Who’s Hispanic? New Trial After White Applicant Receives $1.3 Million for Race Discrimination
. By The National Trial Lawyers
The U.S. Second Circuit Court of Appeals in Manhattan overturned a $1.3 million jury verdict and ordered a new trial for a white, non-Hispanic officer who alleged he was passed over for a job as police chief in 2010 in favor of a Hispanic candidate. The federal appeals court also ruled that the village of Freeport and former mayor Andrew Hardwick should get an entirely new trial in the suit by plaintiff Lt. Christopher Barrella due to a number of legal errors made at the 2014 trial.
Impermissible Witness Speculation
Second Circuit Court Judge Jose Cabranes said impermissible opinions may have swayed Barrella’s discrimination suit because two witnesses were allowed to speculate from the witness stand about Hardwick’s motivations without knowing the facts of the case.
The case originally evolved in 2009 after then-Freeport Mayor Hardwick appointed Miguel Bermudez, a Cuban-American man, as the Village of Freeport’s new police chief. Judge Cabranes, who wrote the Second Circuit opinion, was part of the three-judge panel that agreed federal law - since the 1980s - has clearly barred employers from discriminating against applicants or employees based on Hispanic ethnicity or the lack thereof.
Despite confusion in various state and federal statutes combined with the census and the media about whether terms like Hispanic and Latino refer to race, ethnicity or national origin, the court agreed with the plaintiff that the two federal anti-discrimination laws Barrella sued under do recognize the category as a sound basis for suit.
Freeport’s Blurred Lines Argument
The Second Circuit rejected Freeport’s 50-page dissertation on race and ethnicity, which argued that because Hispanics are also white, a white applicant passed over for a Hispanic employee cannot technically claim race discrimination.
“Two people who both appear to be ‘white’ in the vernacular sense of the term, and who both identify as ‘white’ on Census forms and the like may nonetheless belong to different ‘races,’” wrote Second Circuit Judge Jose Cabranes. Categories of race and ethnicity under federal anti-discrimination laws allow multiple variations. Judge Cabranes noted in his opinion that a person of half-Hispanic and half-Irish ancestry could sue if that person was passed over for an Italian-American, a non-Hispanic Irish-American, or a black Hispanic.
While the Second Circuit seemed to agree with plaintiff Barrella’s reasoning in filing the anti-discrimination suit, it is also clear that Barrella will have to jump through the hoops of a new trial regardless. U.S. District Judge Arthur Spatt of Central Islip let several witnesses - including an assistant police chief and Hardwick’s former chief of staff - give impermissible non-expert opinions stating the mayor chose Bermudez due to race.
The two witnesses were even improperly allowed to opine that Hardwick could have personal reasons for hiring Bermudez instead of Barrella, because the two have known each other for a long time.
Attorney Ken Novikoff said Hardwick is confident he will be vindicated at a retrial, and attorney Keith Corbett said he looked forward to “complete vindication of our client’s rights” on behalf of the village. Amanda Fugazy, Barrella’s lawyer, said the appeals ruling “confirms each and every one of our client’s legal claims.
“With this decision squarely in our favor on all legal issues, we are confident that the new jury will find the same as the last jury and will fairly compensate Lieutenant Barrella for the employment discrimination he suffered,” Fugazy said.
The new trial decision may not be quite the slam dunk Fugazy and Barrella are hoping for. The previous jury deliberated for five days in the case, which indicates that it was “difficult until the end” and should be retried without opinions admitted as evidence.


What this task involves: Nothing in the records may change. Print them all again.

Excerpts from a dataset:
::::

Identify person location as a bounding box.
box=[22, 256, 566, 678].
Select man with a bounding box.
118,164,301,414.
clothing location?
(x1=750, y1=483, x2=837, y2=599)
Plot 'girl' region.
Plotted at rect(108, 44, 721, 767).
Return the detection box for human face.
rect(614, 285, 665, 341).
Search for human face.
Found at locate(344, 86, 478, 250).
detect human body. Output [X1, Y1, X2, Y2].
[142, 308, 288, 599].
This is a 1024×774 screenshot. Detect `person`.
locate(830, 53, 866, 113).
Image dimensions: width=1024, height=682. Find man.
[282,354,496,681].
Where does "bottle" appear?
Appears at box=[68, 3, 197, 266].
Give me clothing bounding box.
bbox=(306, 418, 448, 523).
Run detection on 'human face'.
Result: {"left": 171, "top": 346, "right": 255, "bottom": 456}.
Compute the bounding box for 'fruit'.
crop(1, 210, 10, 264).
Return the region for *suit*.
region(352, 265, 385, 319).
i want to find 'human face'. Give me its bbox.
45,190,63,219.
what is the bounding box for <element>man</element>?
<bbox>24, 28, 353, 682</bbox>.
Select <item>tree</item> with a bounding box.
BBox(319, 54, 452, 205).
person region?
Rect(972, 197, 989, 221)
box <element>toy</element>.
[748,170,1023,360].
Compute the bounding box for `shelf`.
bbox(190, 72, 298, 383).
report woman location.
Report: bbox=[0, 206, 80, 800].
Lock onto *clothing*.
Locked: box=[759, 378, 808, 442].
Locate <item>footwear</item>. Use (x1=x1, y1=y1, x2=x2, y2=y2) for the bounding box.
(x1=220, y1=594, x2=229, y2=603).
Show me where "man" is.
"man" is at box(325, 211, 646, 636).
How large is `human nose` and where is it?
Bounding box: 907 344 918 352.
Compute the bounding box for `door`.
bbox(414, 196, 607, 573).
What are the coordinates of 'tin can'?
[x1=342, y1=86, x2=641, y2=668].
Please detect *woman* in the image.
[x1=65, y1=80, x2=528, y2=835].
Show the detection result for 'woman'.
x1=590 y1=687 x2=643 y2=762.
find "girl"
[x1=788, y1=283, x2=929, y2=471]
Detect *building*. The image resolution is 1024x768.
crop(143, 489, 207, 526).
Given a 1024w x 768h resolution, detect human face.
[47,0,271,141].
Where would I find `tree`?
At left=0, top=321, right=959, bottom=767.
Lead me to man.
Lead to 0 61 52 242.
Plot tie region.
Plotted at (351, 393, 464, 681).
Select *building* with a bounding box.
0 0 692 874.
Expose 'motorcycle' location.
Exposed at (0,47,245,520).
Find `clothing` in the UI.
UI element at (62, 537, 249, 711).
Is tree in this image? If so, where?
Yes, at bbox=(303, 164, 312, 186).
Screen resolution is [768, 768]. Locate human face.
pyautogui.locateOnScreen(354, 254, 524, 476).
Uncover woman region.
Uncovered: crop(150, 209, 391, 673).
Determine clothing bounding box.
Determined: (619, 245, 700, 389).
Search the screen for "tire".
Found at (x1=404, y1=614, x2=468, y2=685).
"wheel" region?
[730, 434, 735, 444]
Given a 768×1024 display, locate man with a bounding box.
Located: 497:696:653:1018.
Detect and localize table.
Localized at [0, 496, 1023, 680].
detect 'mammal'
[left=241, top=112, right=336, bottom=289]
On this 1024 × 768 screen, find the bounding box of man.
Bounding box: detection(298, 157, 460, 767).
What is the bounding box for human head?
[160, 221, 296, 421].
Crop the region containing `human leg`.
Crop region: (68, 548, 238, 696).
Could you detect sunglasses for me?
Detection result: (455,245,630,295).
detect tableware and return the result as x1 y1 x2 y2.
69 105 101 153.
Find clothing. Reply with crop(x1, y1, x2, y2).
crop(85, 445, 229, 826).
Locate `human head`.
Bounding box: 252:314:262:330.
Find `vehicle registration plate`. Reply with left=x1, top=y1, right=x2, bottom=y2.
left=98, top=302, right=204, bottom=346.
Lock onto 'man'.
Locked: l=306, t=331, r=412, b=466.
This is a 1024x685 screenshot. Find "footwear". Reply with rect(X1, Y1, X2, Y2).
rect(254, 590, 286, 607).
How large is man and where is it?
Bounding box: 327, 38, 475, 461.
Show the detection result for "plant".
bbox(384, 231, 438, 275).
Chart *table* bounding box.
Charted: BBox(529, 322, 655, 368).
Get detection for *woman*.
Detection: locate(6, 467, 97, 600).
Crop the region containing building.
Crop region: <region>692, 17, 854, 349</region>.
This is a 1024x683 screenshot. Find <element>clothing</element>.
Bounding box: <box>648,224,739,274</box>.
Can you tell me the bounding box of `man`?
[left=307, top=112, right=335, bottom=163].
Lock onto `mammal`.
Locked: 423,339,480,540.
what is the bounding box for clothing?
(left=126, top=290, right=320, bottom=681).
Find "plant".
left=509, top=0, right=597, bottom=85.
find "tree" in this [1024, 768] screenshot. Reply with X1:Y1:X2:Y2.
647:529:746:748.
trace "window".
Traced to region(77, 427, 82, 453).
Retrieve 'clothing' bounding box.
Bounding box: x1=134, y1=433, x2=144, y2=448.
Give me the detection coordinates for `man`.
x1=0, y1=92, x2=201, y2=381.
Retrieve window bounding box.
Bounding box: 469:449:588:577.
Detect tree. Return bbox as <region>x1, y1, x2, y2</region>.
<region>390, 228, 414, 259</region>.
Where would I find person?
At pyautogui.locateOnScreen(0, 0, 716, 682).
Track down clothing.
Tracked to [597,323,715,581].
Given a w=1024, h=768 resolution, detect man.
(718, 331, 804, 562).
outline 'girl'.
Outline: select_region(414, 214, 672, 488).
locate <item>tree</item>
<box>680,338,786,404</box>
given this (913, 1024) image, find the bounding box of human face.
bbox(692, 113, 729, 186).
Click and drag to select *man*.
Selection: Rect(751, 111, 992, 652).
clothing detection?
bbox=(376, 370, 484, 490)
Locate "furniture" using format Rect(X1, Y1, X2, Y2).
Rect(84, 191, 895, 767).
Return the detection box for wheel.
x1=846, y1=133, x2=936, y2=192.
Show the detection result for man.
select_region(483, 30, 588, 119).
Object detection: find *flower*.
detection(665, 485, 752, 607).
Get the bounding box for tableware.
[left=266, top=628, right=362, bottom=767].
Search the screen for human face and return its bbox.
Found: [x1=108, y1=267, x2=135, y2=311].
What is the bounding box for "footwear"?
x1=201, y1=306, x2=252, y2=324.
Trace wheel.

::::

Written response:
Identify person location as a bounding box.
box=[22, 256, 566, 678].
Select man with a bounding box.
118,164,301,414.
clothing location?
(x1=750, y1=483, x2=837, y2=599)
Plot 'girl' region.
Plotted at rect(108, 44, 721, 767).
Return the detection box for human face.
rect(614, 285, 665, 341).
Search for human face.
Found at locate(344, 86, 478, 250).
detect human body. Output [X1, Y1, X2, Y2].
[142, 308, 288, 599].
This is a 1024×774 screenshot. Detect `person`.
locate(830, 53, 866, 113).
Image dimensions: width=1024, height=682. Find man.
[282,354,496,681].
Where does "bottle" appear?
Appears at box=[68, 3, 197, 266].
Give me clothing bounding box.
bbox=(306, 418, 448, 523).
Run detection on 'human face'.
Result: {"left": 171, "top": 346, "right": 255, "bottom": 456}.
Compute the bounding box for 'fruit'.
crop(1, 210, 10, 264).
Return the region for *suit*.
region(352, 265, 385, 319).
i want to find 'human face'. Give me its bbox.
45,190,63,219.
what is the bounding box for <element>man</element>?
<bbox>24, 28, 353, 682</bbox>.
Select <item>tree</item> with a bounding box.
BBox(319, 54, 452, 205).
person region?
Rect(972, 197, 989, 221)
box <element>toy</element>.
[748,170,1023,360].
Compute the bounding box for `shelf`.
bbox(190, 72, 298, 383).
report woman location.
Report: bbox=[0, 206, 80, 800].
Lock onto *clothing*.
Locked: box=[759, 378, 808, 442].
Locate <item>footwear</item>. Use (x1=x1, y1=y1, x2=x2, y2=y2) for the bounding box.
(x1=220, y1=594, x2=229, y2=603).
Show me where "man" is.
"man" is at box(325, 211, 646, 636).
How large is `human nose` and where is it?
Bounding box: 907 344 918 352.
Compute the bounding box for `door`.
bbox(414, 196, 607, 573).
What are the coordinates of 'tin can'?
[x1=342, y1=86, x2=641, y2=668].
Please detect *woman* in the image.
[x1=65, y1=80, x2=528, y2=835].
Show the detection result for 'woman'.
x1=590 y1=687 x2=643 y2=762.
find "girl"
[x1=788, y1=283, x2=929, y2=471]
Detect *building*. The image resolution is 1024x768.
crop(143, 489, 207, 526).
Given a 1024w x 768h resolution, detect human face.
[47,0,271,141].
Where would I find `tree`?
At left=0, top=321, right=959, bottom=767.
Lead me to man.
Lead to 0 61 52 242.
Plot tie region.
Plotted at (351, 393, 464, 681).
Select *building* with a bounding box.
0 0 692 874.
Expose 'motorcycle' location.
Exposed at (0,47,245,520).
Find `clothing` in the UI.
UI element at (62, 537, 249, 711).
Is tree in this image? If so, where?
Yes, at bbox=(303, 164, 312, 186).
Screen resolution is [768, 768]. Locate human face.
pyautogui.locateOnScreen(354, 254, 524, 476).
Uncover woman region.
Uncovered: crop(150, 209, 391, 673).
Determine clothing bounding box.
Determined: (619, 245, 700, 389).
Search the screen for "tire".
Found at (x1=404, y1=614, x2=468, y2=685).
"wheel" region?
[730, 434, 735, 444]
Given a 768×1024 display, locate man with a bounding box.
Located: 497:696:653:1018.
Detect and localize table.
Localized at [0, 496, 1023, 680].
detect 'mammal'
[left=241, top=112, right=336, bottom=289]
On this 1024 × 768 screen, find the bounding box of man.
Bounding box: detection(298, 157, 460, 767).
What is the bounding box for human head?
[160, 221, 296, 421].
Crop the region containing `human leg`.
Crop region: (68, 548, 238, 696).
Could you detect sunglasses for me?
Detection result: (455,245,630,295).
detect tableware and return the result as x1 y1 x2 y2.
69 105 101 153.
Find clothing. Reply with crop(x1, y1, x2, y2).
crop(85, 445, 229, 826).
Locate `human head`.
Bounding box: 252:314:262:330.
Find `vehicle registration plate`. Reply with left=x1, top=y1, right=x2, bottom=y2.
left=98, top=302, right=204, bottom=346.
Lock onto 'man'.
Locked: l=306, t=331, r=412, b=466.
This is a 1024x685 screenshot. Find "footwear". Reply with rect(X1, Y1, X2, Y2).
rect(254, 590, 286, 607).
How large is man and where is it?
Bounding box: 327, 38, 475, 461.
Show the detection result for "plant".
bbox(384, 231, 438, 275).
Chart *table* bounding box.
Charted: BBox(529, 322, 655, 368).
Get detection for *woman*.
Detection: locate(6, 467, 97, 600).
Crop the region containing building.
Crop region: <region>692, 17, 854, 349</region>.
This is a 1024x683 screenshot. Find <element>clothing</element>.
Bounding box: <box>648,224,739,274</box>.
Can you tell me the bounding box of `man`?
[left=307, top=112, right=335, bottom=163].
Lock onto `mammal`.
Locked: 423,339,480,540.
what is the bounding box for clothing?
(left=126, top=290, right=320, bottom=681).
Find "plant".
left=509, top=0, right=597, bottom=85.
find "tree" in this [1024, 768] screenshot. Reply with X1:Y1:X2:Y2.
647:529:746:748.
trace "window".
Traced to region(77, 427, 82, 453).
Retrieve 'clothing' bounding box.
Bounding box: x1=134, y1=433, x2=144, y2=448.
Give me the detection coordinates for `man`.
x1=0, y1=92, x2=201, y2=381.
Retrieve window bounding box.
Bounding box: 469:449:588:577.
Detect tree. Return bbox as <region>x1, y1, x2, y2</region>.
<region>390, 228, 414, 259</region>.
Where would I find person?
At pyautogui.locateOnScreen(0, 0, 716, 682).
Track down clothing.
Tracked to [597,323,715,581].
Given a w=1024, h=768 resolution, detect man.
(718, 331, 804, 562).
outline 'girl'.
Outline: select_region(414, 214, 672, 488).
locate <item>tree</item>
<box>680,338,786,404</box>
given this (913, 1024) image, find the bounding box of human face.
bbox(692, 113, 729, 186).
Click and drag to select *man*.
Selection: Rect(751, 111, 992, 652).
clothing detection?
bbox=(376, 370, 484, 490)
Locate "furniture" using format Rect(X1, Y1, X2, Y2).
Rect(84, 191, 895, 767).
Return the detection box for wheel.
x1=846, y1=133, x2=936, y2=192.
Show the detection result for man.
select_region(483, 30, 588, 119).
Object detection: find *flower*.
detection(665, 485, 752, 607).
Get the bounding box for tableware.
[left=266, top=628, right=362, bottom=767].
Search the screen for human face and return its bbox.
Found: [x1=108, y1=267, x2=135, y2=311].
What is the bounding box for "footwear"?
x1=201, y1=306, x2=252, y2=324.
Trace wheel.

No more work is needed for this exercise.